When you put a tag page next to a piece of information, you're indicating that the information is relevant to the topic of that tag page. When, in addition, you put a relevance-level tag next to that same piece of information, you are indicating how relevant you see that material as being to the topic of the tag page.

As you can see above (in the screenshot above the previous one), the part from the [[📙 A Sense of Inequality]] page that the query returns as a search result doesn't contain a whole lot of information: it's just the two search terms—the [[tag page]] and the [[relevance-level tag]]—preceded and followed by a couple lines of text. In almost all cases, you will want to see more information than that. Fortunately, that's easy to do. There are a number of options when it comes to disclosing more information above and below the search terms, three of which I lay out in the detailed instructions on how to implement RLT.

The advantages of RLT

One advantage of using RLT is that it speeds up the work of completing a project. Reviewing relevant material via queries that sort the material based on how relevant it is to a particular topic is faster (and less frustrating) than having to review material in the backlinks section. When it comes time to write something related to the topic of a particular tag page, I can start by focusing on the material I have tagged as being of high relevance, move on to the material tagged as being of medium relevance, and then probably just ignore material tagged as being of low relevance.

A second advantage is that you can view each query's search results without having to open the pages the results are pulled from, thus reducing the sort of context-switching that erodes attention.

To explain two other advantages of using RLT, I need to say a little about my use of the [[relevance - medium]] and [[relevance - low]] tags.

The [[relevance - medium]] tag is the one I use the most. Yes, assigning that tag to too much material reintroduces the problem of clutter—this time where the "relevance - medium" query is on a tag page rather than in that page's backlinks section.

But I'm fine with that because using RLT has another advantage: when I tag material with not only a certain tag page but also a relevance-level tag, I rarely find myself feeling anxious about whether to tag material that's relevant to a topic page.
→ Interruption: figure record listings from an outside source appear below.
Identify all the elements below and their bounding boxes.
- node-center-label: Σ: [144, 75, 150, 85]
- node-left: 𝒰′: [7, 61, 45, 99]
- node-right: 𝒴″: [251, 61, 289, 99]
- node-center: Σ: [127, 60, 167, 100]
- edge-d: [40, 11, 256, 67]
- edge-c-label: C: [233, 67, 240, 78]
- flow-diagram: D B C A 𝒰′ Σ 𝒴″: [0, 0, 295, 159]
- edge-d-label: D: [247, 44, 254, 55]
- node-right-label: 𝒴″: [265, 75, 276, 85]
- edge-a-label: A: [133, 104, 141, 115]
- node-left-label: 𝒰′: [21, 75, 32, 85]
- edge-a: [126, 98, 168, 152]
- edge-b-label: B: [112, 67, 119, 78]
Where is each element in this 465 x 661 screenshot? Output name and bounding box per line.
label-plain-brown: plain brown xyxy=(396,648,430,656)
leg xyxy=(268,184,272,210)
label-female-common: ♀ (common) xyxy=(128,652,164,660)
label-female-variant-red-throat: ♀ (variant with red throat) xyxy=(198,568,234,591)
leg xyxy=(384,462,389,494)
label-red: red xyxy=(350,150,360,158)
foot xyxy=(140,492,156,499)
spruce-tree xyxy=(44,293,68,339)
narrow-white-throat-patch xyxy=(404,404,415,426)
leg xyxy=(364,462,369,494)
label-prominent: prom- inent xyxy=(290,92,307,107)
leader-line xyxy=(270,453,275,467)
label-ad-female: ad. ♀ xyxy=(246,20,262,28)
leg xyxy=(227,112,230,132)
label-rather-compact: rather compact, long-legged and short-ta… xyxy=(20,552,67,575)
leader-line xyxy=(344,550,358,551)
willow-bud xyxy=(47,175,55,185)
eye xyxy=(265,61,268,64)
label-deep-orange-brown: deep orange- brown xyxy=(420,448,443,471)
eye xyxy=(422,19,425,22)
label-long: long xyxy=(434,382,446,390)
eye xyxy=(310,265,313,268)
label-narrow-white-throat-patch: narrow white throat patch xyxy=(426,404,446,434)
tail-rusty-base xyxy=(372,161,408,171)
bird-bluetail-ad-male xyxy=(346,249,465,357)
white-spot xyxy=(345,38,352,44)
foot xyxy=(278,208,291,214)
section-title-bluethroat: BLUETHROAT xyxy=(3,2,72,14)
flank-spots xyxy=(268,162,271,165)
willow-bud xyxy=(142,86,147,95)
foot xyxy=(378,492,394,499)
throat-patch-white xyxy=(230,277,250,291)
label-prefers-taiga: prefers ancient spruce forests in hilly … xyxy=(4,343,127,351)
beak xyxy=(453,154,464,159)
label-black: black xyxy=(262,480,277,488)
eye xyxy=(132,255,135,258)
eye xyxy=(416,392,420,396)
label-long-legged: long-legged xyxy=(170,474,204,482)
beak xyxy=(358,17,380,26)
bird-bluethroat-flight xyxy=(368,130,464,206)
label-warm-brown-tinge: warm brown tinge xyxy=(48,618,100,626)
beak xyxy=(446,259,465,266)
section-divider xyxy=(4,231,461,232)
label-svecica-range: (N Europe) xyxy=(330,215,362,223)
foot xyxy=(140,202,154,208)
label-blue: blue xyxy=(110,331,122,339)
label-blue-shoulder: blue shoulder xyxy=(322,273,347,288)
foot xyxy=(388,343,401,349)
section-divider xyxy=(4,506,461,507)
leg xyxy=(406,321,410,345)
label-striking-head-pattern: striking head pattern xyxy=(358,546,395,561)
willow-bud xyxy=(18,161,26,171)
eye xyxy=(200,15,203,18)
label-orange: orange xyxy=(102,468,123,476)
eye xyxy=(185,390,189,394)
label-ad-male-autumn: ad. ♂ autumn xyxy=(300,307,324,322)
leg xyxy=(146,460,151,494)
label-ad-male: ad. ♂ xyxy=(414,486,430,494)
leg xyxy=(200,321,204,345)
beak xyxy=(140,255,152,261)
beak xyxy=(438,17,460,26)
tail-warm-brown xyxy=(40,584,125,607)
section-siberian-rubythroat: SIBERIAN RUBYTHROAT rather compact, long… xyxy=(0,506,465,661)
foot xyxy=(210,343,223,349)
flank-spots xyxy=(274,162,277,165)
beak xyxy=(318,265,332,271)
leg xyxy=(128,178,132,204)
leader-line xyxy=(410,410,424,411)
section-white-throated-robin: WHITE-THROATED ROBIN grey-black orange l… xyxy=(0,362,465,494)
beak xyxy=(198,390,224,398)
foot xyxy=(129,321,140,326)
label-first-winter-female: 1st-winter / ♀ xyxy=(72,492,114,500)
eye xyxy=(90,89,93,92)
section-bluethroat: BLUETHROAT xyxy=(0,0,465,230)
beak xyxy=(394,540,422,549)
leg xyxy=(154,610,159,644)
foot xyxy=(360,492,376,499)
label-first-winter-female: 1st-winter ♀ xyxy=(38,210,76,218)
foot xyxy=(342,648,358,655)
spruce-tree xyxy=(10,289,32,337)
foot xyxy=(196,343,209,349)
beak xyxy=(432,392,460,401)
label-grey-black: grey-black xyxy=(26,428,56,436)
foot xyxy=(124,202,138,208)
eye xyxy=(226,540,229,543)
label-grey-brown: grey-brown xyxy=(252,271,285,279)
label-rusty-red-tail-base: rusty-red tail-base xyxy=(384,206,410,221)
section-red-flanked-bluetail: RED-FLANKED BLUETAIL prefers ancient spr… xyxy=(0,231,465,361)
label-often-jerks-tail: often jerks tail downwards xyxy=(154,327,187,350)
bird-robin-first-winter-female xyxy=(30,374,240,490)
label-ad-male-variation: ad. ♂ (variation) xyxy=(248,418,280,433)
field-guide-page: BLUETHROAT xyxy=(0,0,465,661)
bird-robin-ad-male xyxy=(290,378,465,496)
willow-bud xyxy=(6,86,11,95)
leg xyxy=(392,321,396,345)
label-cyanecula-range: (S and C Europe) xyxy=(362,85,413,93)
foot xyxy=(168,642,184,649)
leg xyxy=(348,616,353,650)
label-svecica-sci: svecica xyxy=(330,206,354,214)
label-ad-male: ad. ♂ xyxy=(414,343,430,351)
As for the [[relevance - low]] tag, I use it a bit more frequently than the "high relevance" one. You might be wondering why use it at all? One reason is that maybe, just maybe, low-relevance material will be useful for a future writing project. I know it is unlikely that I will use the material tagged as being of low relevance, but if it is even a tiny bit probable that I will use certain material, I usually put a [[relevance - low]] tag next to it.

Of course, what I have just said is what you could expect someone who has fallen victim to the Collector's Fallacy to say so as to justify collecting just about every bit of information they come across. But it's not the Collector's Fallacy that leads me to collect information that is of low relevance to a topic—I am not driven by the mistaken belief that the more information I collect, the more knowledgeable I will become.

Instead, the thought that certain low-relevance material might be useful for a future writing project amounts to an itch I haven't been able to get rid of. I have reduced the frequency with which I scratch that itch—I've been using the [[relevance - low]] tag a bit less than I did at first—but the itch remains. Using the [[relevance - low]] tag scratches that itch without really adding to the clutter of search results (at least not to the ones returned by the queries for the other two levels of relevance). Put differently, scratching the itch adds "noise" to my notes without reducing the "signal." I use the [[relevance - low]] tag to scratch that itch as much as I do to non-anxiously collect information that might be useful for a future writing project.

RLT isn't what you should be doing most of the time

While RLT can be useful, it should be done in the service of—not as a substitute for—more important work, such as building a Luhmann-like Zettelkasten or working on a well-defined writing project. Otherwise you're doing something about as unimportant as merely collecting and tagging texts, videos, and podcast episodes (which happens to be yet another itch I too often scratch).